The Haskell F. Norman copies of the first journal issues of these papers, sold for $2600 (£1560) at Christie’s New York in 1998, were accompanied by some other copies of The Lancet for 1867 in which Lister replied to unfounded accusations by Sir James Simpson that he had plagiarised the work of other European surgeons and the chemist Jules Lemaire, and this Bloomsbury sale contained an 1847 Lancet reprint of Simpson’s own account of a New Anaesthetic Agent, more Efficient than Sulphuric Ether, a paper published first published earlier that year in Edinburgh in 1847, which sold at £900 to Pickering & Chatto.

Again, I refer to Garrison & Morton for the explanation of its significance. “In an attempt to find an anaesthetic less irritating than ether, Simpson discovered the advantages of chloroform. He had previously used ether with great benefit in midwifery, but now substituted chloroform, being the first to do so”.

In the Norman sales, a presentation second edition of that Edinburgh version – published only days after the first – was sold at $17,000 (£10,200).

Sold for £3500 to Simon Finch was a disbound and inkstamped copy of Patent Specification No. 12,039, an illustrated application of 1897 in which Gugliemo Marconi described his Improvememts in Transmitting Electrical Impulses and Signals, and in Apparatus Therefor.

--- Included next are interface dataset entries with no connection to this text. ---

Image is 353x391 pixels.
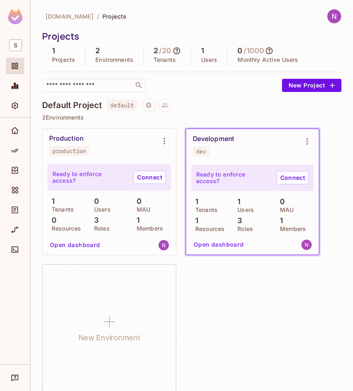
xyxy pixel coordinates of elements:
h1: New Environment [78,332,140,344]
p: Projects [52,57,75,63]
span: S [9,39,22,51]
h5: / 1000 [244,47,265,55]
p: Resources [47,225,81,232]
h5: 0 [237,47,242,55]
div: Settings [6,97,24,114]
div: Production [49,135,83,143]
div: production [52,148,86,154]
button: Environment settings [156,133,173,149]
p: 1 [47,197,54,206]
p: 3 [90,216,99,225]
h5: / 20 [159,47,171,55]
img: natapong@skyviv.com [301,240,312,250]
div: Development [193,135,234,143]
div: Projects [42,30,341,43]
div: Home [6,123,24,139]
p: 0 [276,198,285,206]
p: Tenants [191,207,218,213]
div: URL Mapping [6,222,24,238]
div: Workspace: skyviv.com [6,36,24,54]
a: Connect [133,171,166,184]
p: MAU [276,207,293,213]
p: Users [90,206,111,213]
div: Policy [6,142,24,159]
p: 1 [191,198,198,206]
p: Monthly Active Users [237,57,298,63]
span: [DOMAIN_NAME] [45,12,94,20]
button: Environment settings [299,133,315,150]
p: MAU [132,206,150,213]
p: 0 [90,197,99,206]
h5: 1 [201,47,204,55]
p: 2 Environments [42,114,341,121]
li: / [97,12,99,20]
p: Environments [95,57,133,63]
button: Open dashboard [190,238,247,251]
span: default [107,100,137,111]
div: dev [196,148,206,155]
span: Project settings [142,103,155,111]
p: 1 [233,198,240,206]
div: Audit Log [6,202,24,218]
p: 1 [191,217,198,225]
div: Directory [6,162,24,179]
h4: Default Project [42,100,102,110]
p: Members [132,225,163,232]
p: Roles [90,225,110,232]
p: 3 [233,217,242,225]
div: Projects [6,58,24,74]
p: Users [233,207,254,213]
a: Connect [277,171,309,185]
button: New Project [282,79,341,92]
p: Tenants [154,57,176,63]
span: Projects [102,12,126,20]
p: Resources [191,226,225,232]
img: natapong@skyviv.com [158,240,169,251]
p: Users [201,57,218,63]
h5: 2 [95,47,100,55]
p: 0 [132,197,142,206]
div: Connect [6,241,24,258]
button: Open dashboard [47,239,104,252]
img: Natapong Intarasuk [327,9,341,23]
div: Elements [6,182,24,199]
p: Tenants [47,206,74,213]
p: 1 [132,216,140,225]
p: Roles [233,226,253,232]
p: 1 [276,217,283,225]
img: SReyMgAAAABJRU5ErkJggg== [8,9,23,24]
div: Monitoring [6,78,24,94]
h5: 1 [52,47,55,55]
p: 0 [47,216,57,225]
p: Ready to enforce access? [52,171,127,184]
div: Help & Updates [6,370,24,386]
p: Ready to enforce access? [196,171,270,185]
p: Members [276,226,306,232]
h5: 2 [154,47,158,55]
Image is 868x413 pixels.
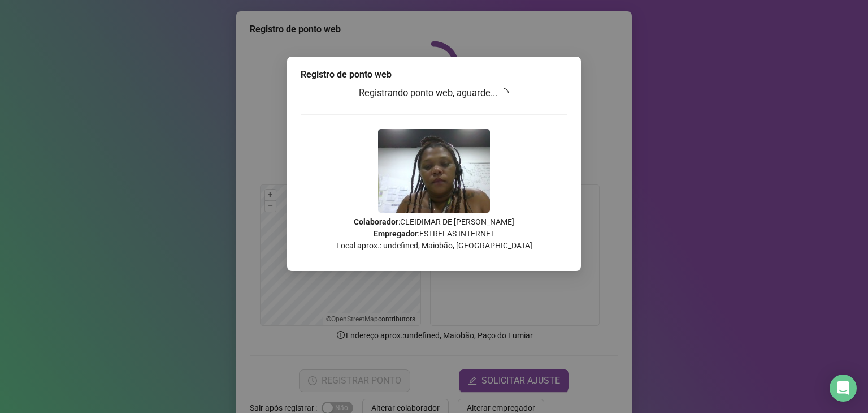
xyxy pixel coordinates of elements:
img: Z [378,129,490,213]
span: loading [499,88,508,97]
div: Open Intercom Messenger [829,374,857,402]
h3: Registrando ponto web, aguarde... [301,86,567,100]
div: Registro de ponto web [301,68,567,81]
p: : CLEIDIMAR DE [PERSON_NAME] : ESTRELAS INTERNET Local aprox.: undefined, Maiobão, [GEOGRAPHIC_DATA] [301,216,567,252]
strong: Empregador [373,229,417,238]
strong: Colaborador [353,217,398,226]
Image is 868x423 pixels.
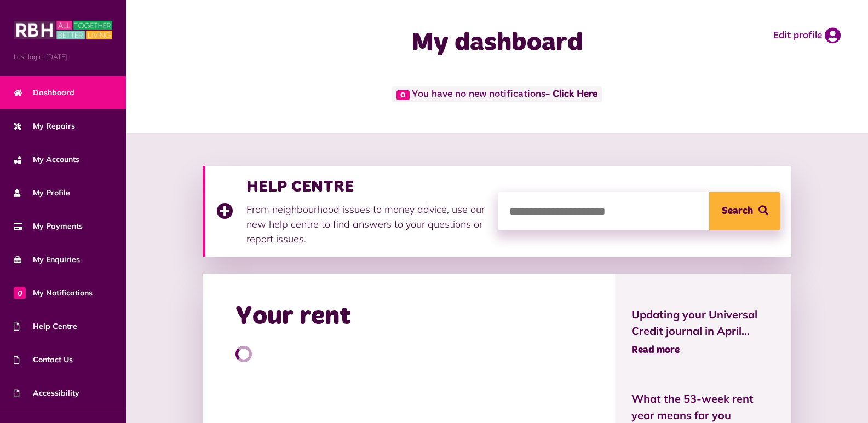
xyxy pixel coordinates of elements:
[13,19,113,41] img: MyRBH
[709,192,781,231] button: Search
[13,121,75,132] span: My Repairs
[13,288,92,299] span: My Notifications
[13,221,83,232] span: My Payments
[631,306,775,340] span: Updating your Universal Credit journal in April...
[13,321,77,332] span: Help Centre
[13,87,75,98] span: Dashboard
[13,388,80,399] span: Accessibility
[13,254,80,265] span: My Enquiries
[13,287,26,299] span: 0
[391,87,603,102] span: You have no new notifications
[13,354,72,365] span: Contact Us
[247,177,488,197] h3: HELP CENTRE
[773,28,840,44] a: Edit profile
[13,154,80,165] span: My Accounts
[631,306,775,358] a: Updating your Universal Credit journal in April... Read more
[631,346,680,355] span: Read more
[322,28,672,59] h1: My dashboard
[13,187,70,199] span: My Profile
[247,202,488,247] p: From neighbourhood issues to money advice, use our new help centre to find answers to your questi...
[236,301,351,333] h2: Your rent
[13,52,113,62] span: Last login: [DATE]
[545,90,597,100] a: - Click Here
[721,192,753,231] span: Search
[396,91,410,100] span: 0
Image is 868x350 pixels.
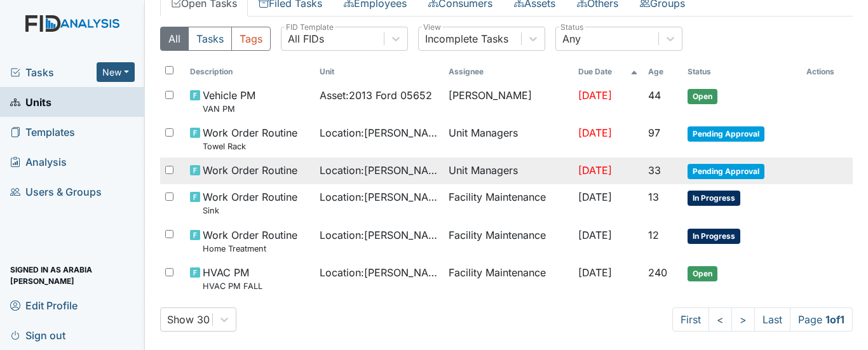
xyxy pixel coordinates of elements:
[709,307,732,331] a: <
[444,260,573,297] td: Facility Maintenance
[203,103,256,115] small: VAN PM
[425,31,508,46] div: Incomplete Tasks
[682,61,801,83] th: Toggle SortBy
[444,83,573,120] td: [PERSON_NAME]
[648,126,661,139] span: 97
[160,27,189,51] button: All
[203,204,297,217] small: Sink
[185,61,314,83] th: Toggle SortBy
[10,266,135,285] span: Signed in as Arabia [PERSON_NAME]
[688,228,741,244] span: In Progress
[688,191,741,206] span: In Progress
[672,307,853,331] nav: task-pagination
[579,126,612,139] span: [DATE]
[320,265,439,280] span: Location : [PERSON_NAME] House
[320,87,432,103] span: Asset : 2013 Ford 05652
[672,307,710,331] a: First
[320,228,439,242] span: Location : [PERSON_NAME] House
[160,27,271,51] div: Type filter
[648,191,659,203] span: 13
[10,295,77,315] span: Edit Profile
[688,267,717,281] span: Open
[579,191,612,203] span: [DATE]
[203,163,297,178] span: Work Order Routine
[314,61,445,83] th: Toggle SortBy
[10,65,97,80] a: Tasks
[444,120,573,157] td: Unit Managers
[10,92,51,111] span: Units
[97,62,135,82] button: New
[10,122,75,142] span: Templates
[320,126,439,140] span: Location : [PERSON_NAME] House
[579,228,612,242] span: [DATE]
[754,307,791,331] a: Last
[573,61,643,83] th: Toggle SortBy
[165,66,174,74] input: Toggle All Rows Selected
[203,140,297,153] small: Towel Rack
[444,222,573,260] td: Facility Maintenance
[648,89,661,101] span: 44
[288,31,324,46] div: All FIDs
[802,61,854,83] th: Actions
[790,307,853,331] span: Page
[10,152,67,171] span: Analysis
[203,228,297,255] span: Work Order Routine Home Treatment
[188,27,232,51] button: Tasks
[648,267,668,279] span: 240
[444,184,573,221] td: Facility Maintenance
[203,126,297,153] span: Work Order Routine Towel Rack
[579,164,612,177] span: [DATE]
[688,164,765,179] span: Pending Approval
[444,157,573,184] td: Unit Managers
[643,61,682,83] th: Toggle SortBy
[203,242,297,255] small: Home Treatment
[320,189,439,204] span: Location : [PERSON_NAME] House
[732,307,755,331] a: >
[10,182,101,201] span: Users & Groups
[160,27,853,331] div: Open Tasks
[688,126,765,142] span: Pending Approval
[579,267,612,279] span: [DATE]
[826,313,845,326] strong: 1 of 1
[648,228,659,242] span: 12
[320,163,439,178] span: Location : [PERSON_NAME] House
[203,280,263,292] small: HVAC PM FALL
[203,189,297,217] span: Work Order Routine Sink
[579,89,612,101] span: [DATE]
[232,27,271,51] button: Tags
[688,89,717,104] span: Open
[167,312,210,327] div: Show 30
[444,61,573,83] th: Assignee
[203,265,263,292] span: HVAC PM HVAC PM FALL
[648,164,661,177] span: 33
[203,87,256,115] span: Vehicle PM VAN PM
[562,31,581,46] div: Any
[10,325,66,345] span: Sign out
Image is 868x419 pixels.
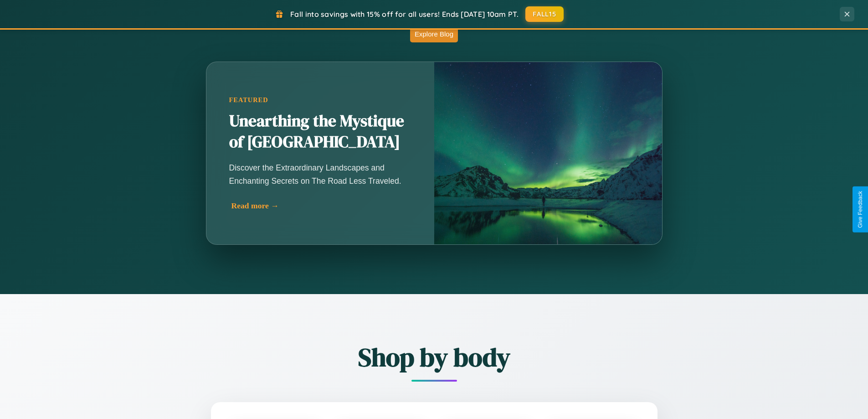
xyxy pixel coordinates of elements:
[525,7,564,22] button: FALL15
[229,111,412,153] h2: Unearthing the Mystique of [GEOGRAPHIC_DATA]
[161,340,707,375] h2: Shop by body
[229,162,412,187] p: Discover the Extraordinary Landscapes and Enchanting Secrets on The Road Less Traveled.
[291,10,519,18] span: Fall into savings with 15% off for all users! Ends [DATE] 10am PT.
[232,201,414,211] div: Read more →
[857,191,863,228] div: Give Feedback
[229,96,412,104] div: Featured
[410,26,458,42] button: Explore Blog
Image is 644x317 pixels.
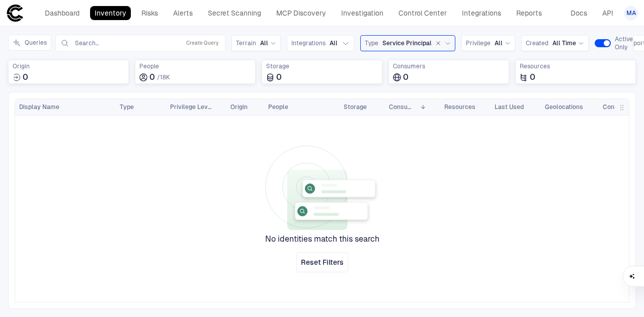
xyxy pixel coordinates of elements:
[276,73,282,82] span: 0
[444,103,475,111] span: Resources
[169,6,197,20] a: Alerts
[8,60,129,84] div: Total sources where identities were created
[184,37,221,50] button: Create Query
[268,103,288,111] span: People
[8,34,51,51] button: Queries
[365,39,378,47] span: Type
[344,103,367,111] span: Storage
[393,62,505,71] span: Consumers
[160,74,170,81] span: 18K
[457,6,506,20] a: Integrations
[262,60,382,84] div: Total storage locations where identities are stored
[626,9,636,17] span: MA
[337,6,388,20] a: Investigation
[203,6,265,20] a: Secret Scanning
[515,60,636,84] div: Total resources accessed or granted by identities
[301,258,344,267] span: Reset Filters
[286,35,354,51] button: IntegrationsAll
[530,73,535,82] span: 0
[330,39,338,47] span: All
[382,39,431,47] span: Service Principal
[624,6,638,20] button: MA
[120,103,134,111] span: Type
[526,39,548,47] span: Created
[615,35,633,51] span: Active Only
[296,252,348,272] button: Reset Filters
[170,103,212,111] span: Privilege Level
[149,73,155,82] span: 0
[520,62,631,71] span: Resources
[394,6,451,20] a: Control Center
[466,39,491,47] span: Privilege
[8,34,55,51] div: Expand queries side panel
[291,39,325,47] span: Integrations
[12,62,124,71] span: Origin
[19,103,59,111] span: Display Name
[260,39,268,47] span: All
[236,39,256,47] span: Terrain
[271,6,331,20] a: MCP Discovery
[157,74,160,81] span: /
[139,62,251,71] span: People
[266,62,378,71] span: Storage
[598,6,618,20] a: API
[494,103,523,111] span: Last Used
[265,234,379,244] span: No identities match this search
[230,103,248,111] span: Origin
[90,6,131,20] a: Inventory
[494,39,502,47] span: All
[135,60,256,84] div: Total employees associated with identities
[137,6,163,20] a: Risks
[552,39,576,47] span: All Time
[545,103,583,111] span: Geolocations
[389,103,416,111] span: Consumers
[388,60,509,84] div: Total consumers using identities
[40,6,84,20] a: Dashboard
[23,73,28,82] span: 0
[512,6,546,20] a: Reports
[403,73,409,82] span: 0
[566,6,592,20] a: Docs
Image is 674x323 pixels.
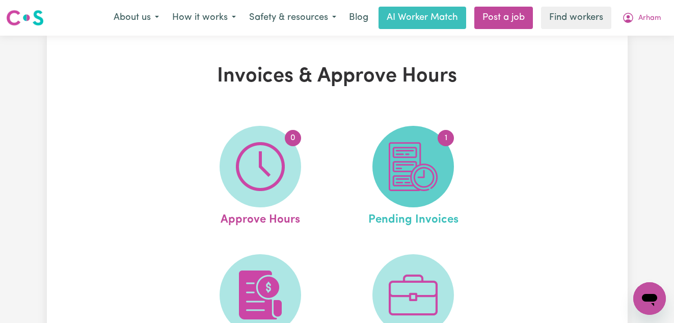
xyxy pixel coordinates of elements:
[474,7,533,29] a: Post a job
[150,64,524,89] h1: Invoices & Approve Hours
[378,7,466,29] a: AI Worker Match
[437,130,454,146] span: 1
[220,207,300,229] span: Approve Hours
[541,7,611,29] a: Find workers
[633,282,665,315] iframe: Button to launch messaging window
[6,9,44,27] img: Careseekers logo
[187,126,333,229] a: Approve Hours
[107,7,165,29] button: About us
[615,7,667,29] button: My Account
[242,7,343,29] button: Safety & resources
[638,13,661,24] span: Arham
[6,6,44,30] a: Careseekers logo
[343,7,374,29] a: Blog
[368,207,458,229] span: Pending Invoices
[340,126,486,229] a: Pending Invoices
[165,7,242,29] button: How it works
[285,130,301,146] span: 0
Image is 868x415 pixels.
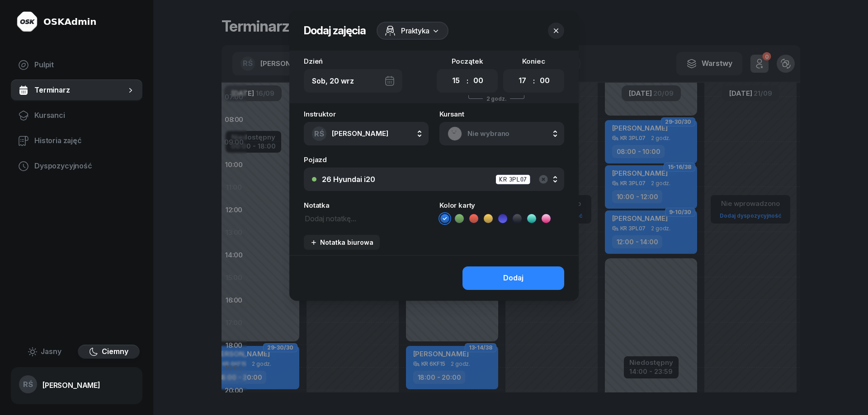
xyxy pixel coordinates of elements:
[11,80,142,101] a: Terminarz
[304,235,380,250] button: Notatka biurowa
[41,346,61,358] span: Jasny
[34,160,135,172] span: Dyspozycyjność
[503,273,523,284] div: Dodaj
[43,382,100,389] div: [PERSON_NAME]
[304,122,429,145] button: RŚ[PERSON_NAME]
[467,128,556,140] span: Nie wybrano
[34,85,126,96] span: Terminarz
[78,345,140,359] button: Ciemny
[332,130,388,138] span: [PERSON_NAME]
[34,135,135,147] span: Historia zajęć
[11,54,142,76] a: Pulpit
[462,267,564,290] button: Dodaj
[34,59,135,71] span: Pulpit
[11,105,142,127] a: Kursanci
[34,110,135,122] span: Kursanci
[322,176,375,183] div: 26 Hyundai i20
[11,130,142,152] a: Historia zajęć
[304,168,564,191] button: 26 Hyundai i20KR 3PL07
[401,26,429,36] span: Praktyka
[496,174,530,185] div: KR 3PL07
[310,238,373,246] div: Notatka biurowa
[43,16,96,28] div: OSKAdmin
[466,75,469,86] div: :
[533,75,535,86] div: :
[23,381,33,389] span: RŚ
[16,11,38,33] img: logo-light@2x.png
[14,345,76,359] button: Jasny
[304,23,366,38] h2: Dodaj zajęcia
[314,130,324,138] span: RŚ
[11,155,142,177] a: Dyspozycyjność
[102,346,128,358] span: Ciemny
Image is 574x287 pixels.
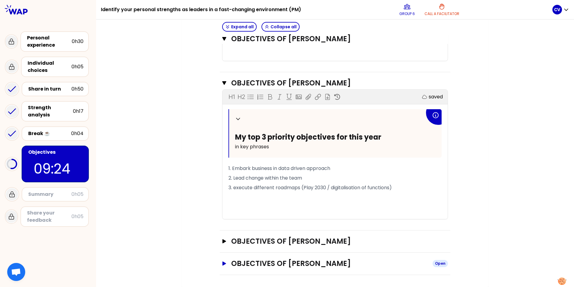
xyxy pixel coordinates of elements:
p: CV [554,7,560,13]
p: saved [429,93,443,100]
div: Share in turn [28,85,71,93]
div: 0h05 [71,213,83,220]
button: Collapse all [262,22,300,32]
div: 0h04 [71,130,83,137]
button: Call a facilitator [422,1,462,19]
div: 0h50 [71,85,83,93]
div: 0h30 [72,38,83,45]
p: Group 6 [399,11,415,16]
span: in key phrases [235,143,269,150]
h3: Objectives of [PERSON_NAME] [231,236,428,246]
button: CV [553,5,569,14]
div: Share your feedback [27,209,71,223]
p: 09:24 [34,158,77,179]
div: 0h17 [73,108,83,115]
p: Call a facilitator [425,11,460,16]
div: Individual choices [28,59,71,74]
div: Break ☕️ [28,130,71,137]
p: H1 [229,93,235,101]
button: Objectives of [PERSON_NAME]Open [222,258,448,268]
h3: Objectives of [PERSON_NAME] [231,258,428,268]
div: Objectives [28,148,83,156]
button: Objectives of [PERSON_NAME] [222,236,448,246]
span: 1. Embark business in data driven approach [229,165,330,172]
div: Ouvrir le chat [7,263,25,281]
div: Summary [28,190,71,198]
h3: Objectives of [PERSON_NAME] [231,34,427,44]
button: Objectives of [PERSON_NAME] [222,34,448,44]
h3: Objectives of [PERSON_NAME] [231,78,427,88]
div: Open [433,260,448,267]
div: Personal experience [27,34,72,49]
span: 3. execute different roadmaps (Play 2030 / digitalisation of functions) [229,184,392,191]
span: 2. Lead change within the team [229,174,302,181]
button: Objectives of [PERSON_NAME] [222,78,448,88]
span: My top 3 priority objectives for this year [235,132,381,142]
button: Expand all [222,22,257,32]
div: Strength analysis [28,104,73,118]
p: H2 [238,93,245,101]
div: 0h05 [71,190,83,198]
button: Group 6 [397,1,417,19]
div: 0h05 [71,63,83,70]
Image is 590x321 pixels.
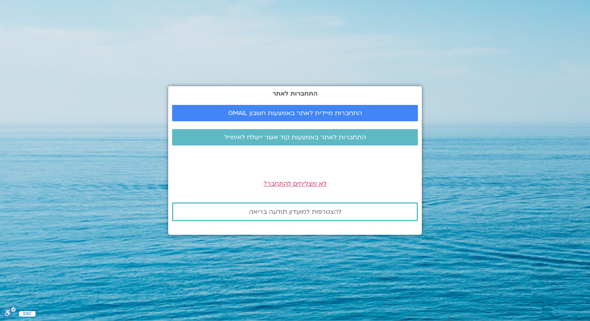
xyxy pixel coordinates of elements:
[172,90,418,97] h2: התחברות לאתר
[228,110,362,117] span: התחברות מיידית לאתר באמצעות חשבון GMAIL
[224,134,366,141] span: התחברות לאתר באמצעות קוד אשר יישלח לאימייל
[249,208,341,215] span: להצטרפות למועדון תודעה בריאה
[263,180,327,188] a: לא מצליחים להתחבר?
[172,129,418,146] a: התחברות לאתר באמצעות קוד אשר יישלח לאימייל
[172,203,418,221] a: להצטרפות למועדון תודעה בריאה
[172,105,418,121] a: התחברות מיידית לאתר באמצעות חשבון GMAIL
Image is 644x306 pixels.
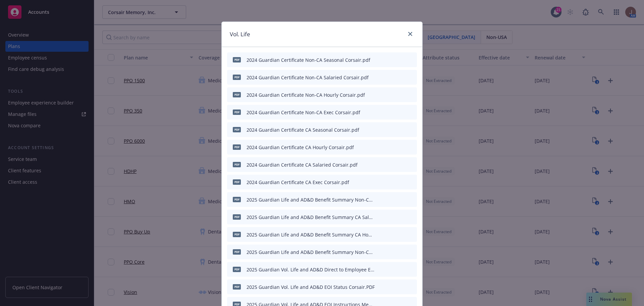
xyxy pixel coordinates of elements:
[409,109,414,116] button: archive file
[247,196,375,203] div: 2025 Guardian Life and AD&D Benefit Summary Non-CA Salaried Corsair.pdf
[387,126,392,133] button: download file
[397,109,403,116] button: preview file
[247,213,375,220] div: 2025 Guardian Life and AD&D Benefit Summary CA Salaried Corsair.pdf
[247,179,349,186] div: 2024 Guardian Certificate CA Exec Corsair.pdf
[397,249,403,256] button: preview file
[387,266,392,273] button: download file
[233,109,241,114] span: pdf
[247,266,375,273] div: 2025 Guardian Vol. Life and AD&D Direct to Employee EOI Process One Pager Corsair.PDF
[387,74,392,81] button: download file
[247,283,375,290] div: 2025 Guardian Vol. Life and AD&D EOI Status Corsair.PDF
[387,196,392,203] button: download file
[233,162,241,167] span: pdf
[397,196,403,203] button: preview file
[233,179,241,184] span: pdf
[247,231,375,238] div: 2025 Guardian Life and AD&D Benefit Summary CA Hourly Corsair.pdf
[233,127,241,132] span: pdf
[397,74,403,81] button: preview file
[409,231,414,238] button: archive file
[233,214,241,219] span: pdf
[233,75,241,80] span: pdf
[409,213,414,220] button: archive file
[387,249,392,256] button: download file
[387,109,392,116] button: download file
[230,30,250,38] h1: Vol. Life
[233,284,241,289] span: PDF
[409,196,414,203] button: archive file
[233,92,241,97] span: pdf
[409,74,414,81] button: archive file
[233,249,241,254] span: pdf
[409,56,414,63] button: archive file
[387,179,392,186] button: download file
[233,266,241,272] span: PDF
[387,213,392,220] button: download file
[397,213,403,220] button: preview file
[247,249,375,256] div: 2025 Guardian Life and AD&D Benefit Summary Non-CA Hourly Corsair.pdf
[233,197,241,202] span: pdf
[409,92,414,99] button: archive file
[247,109,360,116] div: 2024 Guardian Certificate Non-CA Exec Corsair.pdf
[387,92,392,99] button: download file
[397,126,403,133] button: preview file
[397,161,403,168] button: preview file
[387,144,392,151] button: download file
[247,56,370,63] div: 2024 Guardian Certificate Non-CA Seasonal Corsair.pdf
[247,144,354,151] div: 2024 Guardian Certificate CA Hourly Corsair.pdf
[409,144,414,151] button: archive file
[409,126,414,133] button: archive file
[247,74,369,81] div: 2024 Guardian Certificate Non-CA Salaried Corsair.pdf
[387,283,392,290] button: download file
[247,92,365,99] div: 2024 Guardian Certificate Non-CA Hourly Corsair.pdf
[397,179,403,186] button: preview file
[233,232,241,237] span: pdf
[397,56,403,63] button: preview file
[247,161,357,168] div: 2024 Guardian Certificate CA Salaried Corsair.pdf
[409,249,414,256] button: archive file
[397,231,403,238] button: preview file
[233,145,241,149] span: pdf
[387,56,392,63] button: download file
[387,161,392,168] button: download file
[397,283,403,290] button: preview file
[397,92,403,99] button: preview file
[387,231,392,238] button: download file
[397,144,403,151] button: preview file
[409,283,414,290] button: archive file
[409,266,414,273] button: archive file
[406,30,414,38] a: close
[397,266,403,273] button: preview file
[233,57,241,62] span: pdf
[247,126,359,133] div: 2024 Guardian Certificate CA Seasonal Corsair.pdf
[409,179,414,186] button: archive file
[409,161,414,168] button: archive file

Marconi, who made his first successful experiments in Bologna before moving to London, was granted a patent based on the specification described in this document, and in the same month the Wireless Telegraph Company was formed after exhaustive tests by the General Post Office. Within three years, the first transatlantic radio communication had been made.

Again disbound, and this time bearing a Manchester Library stamp to the title page, was Patent Specification No. 718,895. Dated November 1954, but filed in 1951, this one, which incorporated two folding diagrams of electrical circuits, was called Improvements in or relating to Electronic Digital Computing Engines and was the work of Alan Turing, Donald Watts Davies and Michael Woodger. It sold at £1800 (Reif).

The general mix of books which made up the remainder of the sale included, among the travel books, an 1831 first, in original cloth backed boards, of Anthony Groves’ Journal... during a Journey from London to Baghdad, through Russia, Georgia and Persia, which sold for £900 (Brook-Hitching), and an 1899 first of Winston Churchill’s The River War, the two volumes in the original cloth, which reached £1900 (Goldstein).

Right: Bound as one in later limp vellum and lotted under a Dance of Death heading were three illustrated collections published in Zurich in 1657: Conrad Meyer’s Sterbenspiegel, das ist sonnenklare Vorstellung menschlicher Nichtigkeit durch alle deren Stände und Gesellichter, which contains 57 engravings in the text, plus music, together with Christen-Spiegel: das is Bedenckliche Erinnerungen über die Beruffsplichten aller Ständen, which offers 15 further engravings, and Sechs and Zwanzig nichtige Linderspiel, which as the title explains, presents 26 engravings.

The volume was sold at £2400 to Christian Haslinger.